Cutting maintenance cost or improving your results? Which is more important?
If you are a maintenance manager often times you may have heard “We’ll be cutting your maintenance costs (budget)” but you know if you just cut your costs your reliability and performance will suffer. We call this the budget jail.
What’s most important the Cost, the Volume, or the Quality of production?
Is the volume of product you make? The cost of producing the volume? or the quality of the volume you’re producing? All three are important but what order is most important?
In a results-oriented plant they measure quality and volume over costs. By presenting this alternative to being a cost-oriented plant you may be able to convince the accountants that having more quality products to sell is well worth the investment in reliability and maintenance management have higher cost.
Cutting maintenance costs – what tool can you use to show it’s a bad solution to the problem.
Here’s a great resource with a calculation to help you run the numbers. Instead of the typical OEE, IDCON uses OPE or Overall Production Reliability.
The bottom line is that it is never wise to choose cutting maintenance costs over improving your production reliability. Because what will happen is that costs will come down in the short term but then will rise as equipment failures present due to poor maintenance performance. In many cases, the jobs that suffer in a maintenance cost-cutting scenario are the day-to-day Preventive Maintenance tasks such as condition monitoring and lubrication.
Want more content from IDCON’s resident guru? Pick up copies of his books “Knocking Bolts” and Results Oriented Reliability and Maintenance Management.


### What this task involves
The answer is all of the entries below, repeated exactly and free of pictures.

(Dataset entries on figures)
[Start of section]
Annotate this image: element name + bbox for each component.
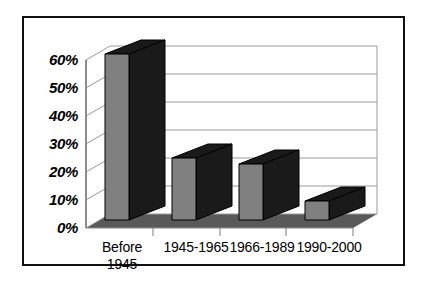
x-label-1945-1965: 1945-1965 xyxy=(158,239,234,256)
x-axis-category-labels: Before 1945 1945-1965 1966-1989 1990-200… xyxy=(24,18,407,268)
x-label-1966-1989: 1966-1989 xyxy=(224,239,300,256)
x-label-1990-2000: 1990-2000 xyxy=(291,239,367,256)
chart-frame: 60% 50% 40% 30% 20% 10% 0% Before 1945 1… xyxy=(22,16,405,266)
x-label-before-1945: Before 1945 xyxy=(87,239,157,273)
chart-plot-area: 60% 50% 40% 30% 20% 10% 0% Before 1945 1… xyxy=(24,18,407,268)
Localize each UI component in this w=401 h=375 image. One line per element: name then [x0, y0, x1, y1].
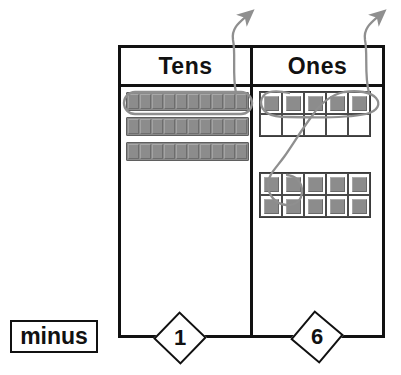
[End of section]
### Solution
Annotate this image: element name + bbox for each component.
x-label-1945-1965: 1945-1965 xyxy=(158,239,234,256)
x-axis-category-labels: Before 1945 1945-1965 1966-1989 1990-200… xyxy=(24,18,407,268)
x-label-1966-1989: 1966-1989 xyxy=(224,239,300,256)
x-label-1990-2000: 1990-2000 xyxy=(291,239,367,256)
chart-frame: 60% 50% 40% 30% 20% 10% 0% Before 1945 1… xyxy=(22,16,405,266)
x-label-before-1945: Before 1945 xyxy=(87,239,157,273)
chart-plot-area: 60% 50% 40% 30% 20% 10% 0% Before 1945 1… xyxy=(24,18,407,268)
Localize each UI component in this w=401 h=375 image. One line per element: name then [x0, y0, x1, y1].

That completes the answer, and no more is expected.